Monitoring Power By Counting Blinks

Monitoring blinking LED for home power usage

What do you do when you want to add a new feature to some electronics but you can’t or don’t want to tear into the guts? You look for something external with which you can interface. We like these hacks because they take some thinking outside the box, literally and figuratively, and often involve an Aha! moment.

[Simon Aubury’s] big household load was electric heating and his ancient heaters didn’t provide any way to monitor their usage. His power meters weren’t smart meters and he didn’t want to open them up. But the power meters did have an external LED which blinked each time 1 Wh was consumed. Aha! He could monitor the blinks.

Home power usage graph
Maximum is white, average is orange, and minimum is blue.

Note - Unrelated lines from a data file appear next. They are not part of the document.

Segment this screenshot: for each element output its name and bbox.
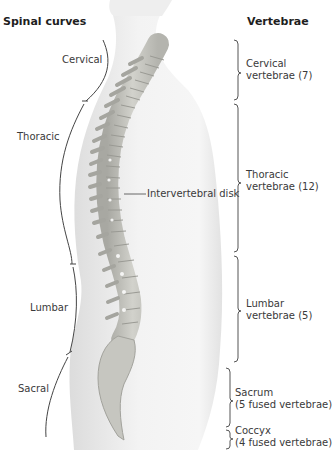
vertebrae-coccyx-line2: (4 fused vertebrae)	[235, 437, 332, 449]
curve-sacral	[46, 357, 68, 437]
curve-label-lumbar: Lumbar	[30, 302, 68, 314]
vertebrae-lumbar-line1: Lumbar	[246, 298, 312, 310]
vertebrae-lumbar-line2: vertebrae (5)	[246, 310, 312, 322]
curve-label-sacral: Sacral	[18, 383, 49, 395]
vertebrae-label-coccyx: Coccyx (4 fused vertebrae)	[235, 425, 332, 449]
intervertebral-disk-label: Intervertebral disk	[147, 188, 239, 200]
vertebrae-cervical-line1: Cervical	[246, 58, 312, 70]
vertebrae-label-lumbar: Lumbar vertebrae (5)	[246, 298, 312, 322]
vertebrae-cervical-line2: vertebrae (7)	[246, 70, 312, 82]
vertebrae-label-cervical: Cervical vertebrae (7)	[246, 58, 312, 82]
curve-label-thoracic: Thoracic	[17, 131, 60, 143]
vertebrae-sacrum-line2: (5 fused vertebrae)	[235, 399, 332, 411]
vertebrae-sacrum-line1: Sacrum	[235, 387, 332, 399]
spinal-curves-heading: Spinal curves	[3, 15, 86, 28]
vertebrae-label-sacrum: Sacrum (5 fused vertebrae)	[235, 387, 332, 411]
vertebrae-coccyx-line1: Coccyx	[235, 425, 332, 437]
vertebrae-label-thoracic: Thoracic vertebrae (12)	[246, 169, 319, 193]
curve-label-cervical: Cervical	[62, 54, 102, 66]
vertebrae-thoracic-line2: vertebrae (12)	[246, 181, 319, 193]
vertebrae-thoracic-line1: Thoracic	[246, 169, 319, 181]
vertebrae-heading: Vertebrae	[247, 15, 309, 28]
head-silhouette	[109, 0, 172, 16]
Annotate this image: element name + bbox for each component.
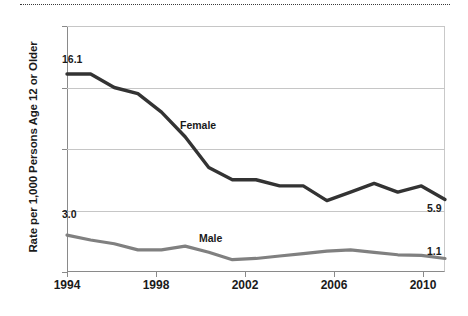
female-start-label: 16.1 bbox=[62, 53, 82, 65]
x-tick-mark-2010 bbox=[423, 272, 424, 277]
top-dotted-divider bbox=[20, 4, 450, 5]
x-tick-label-2010: 2010 bbox=[388, 278, 458, 292]
female-end-label: 5.9 bbox=[427, 202, 442, 214]
chart-figure: Rate per 1,000 Persons Age 12 or Older 2… bbox=[0, 0, 468, 316]
y-axis-title: Rate per 1,000 Persons Age 12 or Older bbox=[27, 22, 39, 272]
x-tick-mark-2002 bbox=[245, 272, 246, 277]
x-tick-label-2006: 2006 bbox=[299, 278, 369, 292]
x-tick-label-1994: 1994 bbox=[32, 278, 102, 292]
plot-area: Female Male 16.1 5.9 3.0 1.1 bbox=[67, 26, 445, 272]
male-series-label: Male bbox=[199, 232, 222, 244]
male-line bbox=[67, 235, 445, 260]
male-end-label: 1.1 bbox=[427, 245, 442, 257]
series-lines bbox=[67, 26, 445, 272]
female-line bbox=[67, 74, 445, 201]
male-start-label: 3.0 bbox=[62, 208, 77, 220]
x-tick-mark-2006 bbox=[334, 272, 335, 277]
female-series-label: Female bbox=[180, 119, 216, 131]
x-tick-label-1998: 1998 bbox=[121, 278, 191, 292]
x-tick-mark-1994 bbox=[67, 272, 68, 277]
x-tick-label-2002: 2002 bbox=[210, 278, 280, 292]
x-tick-mark-1998 bbox=[156, 272, 157, 277]
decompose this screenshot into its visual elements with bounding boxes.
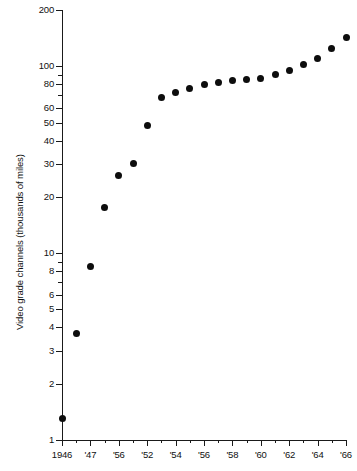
data-point (243, 76, 250, 83)
x-tick-1958 (232, 440, 233, 446)
data-point (59, 415, 66, 422)
data-point (215, 79, 222, 86)
data-point (144, 122, 151, 129)
y-tick-50 (56, 123, 62, 124)
y-tick-label-100: 100 (20, 61, 54, 71)
data-point (73, 330, 80, 337)
x-tick-minor-1961 (275, 440, 276, 443)
y-tick-100 (56, 66, 62, 67)
y-tick-label-1: 1 (20, 435, 54, 445)
y-tick-label-wrap: 60 (14, 103, 54, 113)
data-point (314, 55, 321, 62)
data-point (201, 81, 208, 88)
y-tick-minor-7 (58, 282, 62, 283)
y-tick-30 (56, 164, 62, 165)
y-tick-200 (56, 10, 62, 11)
y-tick-label-wrap: 80 (14, 79, 54, 89)
y-axis-title: Video grade channels (thousands of miles… (14, 154, 25, 330)
y-tick-minor-9 (58, 262, 62, 263)
y-tick-label-2: 2 (20, 379, 54, 389)
y-tick-label-wrap: 1 (14, 435, 54, 445)
x-tick-1962 (289, 440, 290, 446)
x-tick-1956 (204, 440, 205, 446)
data-point (158, 94, 165, 101)
x-tick-1960 (261, 440, 262, 446)
data-point (257, 75, 264, 82)
y-tick-40 (56, 141, 62, 142)
y-tick-10 (56, 253, 62, 254)
y-tick-minor-70 (58, 95, 62, 96)
y-tick-label-4: 4 (20, 322, 54, 332)
y-tick-label-50: 50 (20, 118, 54, 128)
x-tick-1964 (318, 440, 319, 446)
x-tick-minor-1949 (105, 440, 106, 443)
x-tick-1950 (119, 440, 120, 446)
y-tick-label-30: 30 (20, 159, 54, 169)
y-tick-label-20: 20 (20, 192, 54, 202)
y-tick-label-80: 80 (20, 79, 54, 89)
data-point (343, 34, 350, 41)
y-tick-label-wrap: 200 (14, 5, 54, 15)
data-point (186, 85, 193, 92)
x-tick-minor-1953 (161, 440, 162, 443)
y-tick-6 (56, 295, 62, 296)
data-point (286, 67, 293, 74)
y-tick-label-200: 200 (20, 5, 54, 15)
y-tick-3 (56, 351, 62, 352)
y-tick-label-60: 60 (20, 103, 54, 113)
y-tick-label-10: 10 (20, 248, 54, 258)
x-tick-1946 (62, 440, 63, 446)
x-tick-minor-1955 (190, 440, 191, 443)
y-tick-label-8: 8 (20, 266, 54, 276)
y-tick-label-40: 40 (20, 136, 54, 146)
x-tick-minor-1963 (303, 440, 304, 443)
y-tick-4 (56, 327, 62, 328)
data-point (300, 61, 307, 68)
y-tick-2 (56, 384, 62, 385)
y-tick-5 (56, 309, 62, 310)
y-tick-label-wrap: 100 (14, 61, 54, 71)
x-tick-1948 (90, 440, 91, 446)
data-point (328, 45, 335, 52)
x-tick-1966 (346, 440, 347, 446)
x-tick-1952 (147, 440, 148, 446)
data-point (172, 89, 179, 96)
data-point (272, 71, 279, 78)
y-tick-label-6: 6 (20, 290, 54, 300)
data-point (101, 204, 108, 211)
x-tick-minor-1957 (218, 440, 219, 443)
data-point (229, 77, 236, 84)
y-axis-line (62, 10, 63, 440)
y-tick-20 (56, 197, 62, 198)
data-point (87, 263, 94, 270)
x-tick-label-1966: '66 (326, 450, 357, 460)
y-tick-label-wrap: 3 (14, 346, 54, 356)
y-tick-80 (56, 84, 62, 85)
y-tick-60 (56, 108, 62, 109)
y-tick-label-3: 3 (20, 346, 54, 356)
x-tick-1954 (176, 440, 177, 446)
y-tick-8 (56, 271, 62, 272)
x-tick-minor-1951 (133, 440, 134, 443)
y-tick-label-wrap: 2 (14, 379, 54, 389)
y-tick-label-wrap: 40 (14, 136, 54, 146)
y-tick-label-5: 5 (20, 304, 54, 314)
x-tick-minor-1947 (76, 440, 77, 443)
data-point (115, 172, 122, 179)
x-tick-minor-1959 (247, 440, 248, 443)
x-tick-minor-1965 (332, 440, 333, 443)
y-tick-minor-90 (58, 75, 62, 76)
data-point (130, 160, 137, 167)
y-tick-label-wrap: 50 (14, 118, 54, 128)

Doing so was simple enough. Just point photoresistors at the two meter’s LEDs and connect them and capacitors to a Raspberry Pi’s GPIO pins. Every time a pulse is detected, his Python code increments the LED’s counter and every fifteen minutes he writes the counters to an SQL database. Analysing his data he saw that nothing much happens before 5 AM and that the lowest daytime usage is around noon. The maximum recorded value was due to a heater accidentally being left on and the minimum is due to a mini holiday. Pretty good info given that all he had to go on was a blinking light.

Where else are there LED indicators which you can tap into? Here’s an only slightly more invasive usage where a washing machine’s “end of cycle” LED  was removed and the power going to it was rerouted to an Arduino for remote monitoring.

14 thoughts on “Monitoring Power By Counting Blinks

  1. Did this 26 years ago with the old rotary disc type electricity meters common in Europe: The disc had a section en the edge painted black and n revolutions corresponded to 1 kWh. I taped a reflective IR sensor on the window in front of the disc and every time the painted par of the disc passed the IR sensor the reflected light dipped, so it was simply a case of hooking it up to a Schmitt trigger circuit that toggled the ring detect pin on the serial port of my pc. A simple program collected accumulated counts every hour, so I could make some pretty graphs of my consumption profile.

  2. Nice but why not using it like this: https://hackaday.io/project/27612-esp8266-d0-reader-sml-logger

    I did this with two of my Smartmeters (Heater, House) and its working like a charm. The Meter pushes the messages out at a given intervall and i push them to my RPi3 running a Emoncms / Node-Red Instance.

    I think he could do it that way too if the D0 Port is unlocked. But the Manual i found after a Quick Online Search is looking very promising.

    1. Because they don’t use that protocol, it’s something proprietary. And the local electricity suppliers have password protected it so even if you have the appropriate software you’re SOL.

  3. I’m doing similar with my mains meter, but using a DS2423 1-wire dual counter connected to the optical sensor (an LED acting as photodiode). The good thing is the counter has a built in accumulator and battery backup, so it can respond to high speed pulses and I only have to poll it every 5 mins.

    Also note – those actually are smart meters with IrDA type interfaces (the round silver things are optical alignment sockets), but the protocols are generally proprietary.

  4. I thought about this solution few years back, but now – my current energy company is providing a free option to activate Wireless M-Bus in the meter along with required authkey.

  5. Why mess around like that when you can make a non contact current sensor and get much more granular readings and not deface your meter. It is an interesting idea, but I don’t think I would go that way.

    1. For my meter I just 3d-printed a bracket with a hole for sensor. No defacing, and removal is easy. (Yes, there is infrared interface there, but.. it is a weird mix of IRDA and CIR (38kHz modulated serial, from what I was able to find), and getting a reader head is all but impossible.

    2. This is simpler, easier to make and it will always read exactly the same as your electricity meter. So if you wanted to use it to give meter readings to your power company, you don’t need to worry about any measurement differences.

  6. Meters in my country are already connected to the internet and you can see your usage in real time. But I’m planning to make a RTC+micro controlled relay to switch on my water heater at night, to save some money on the long run.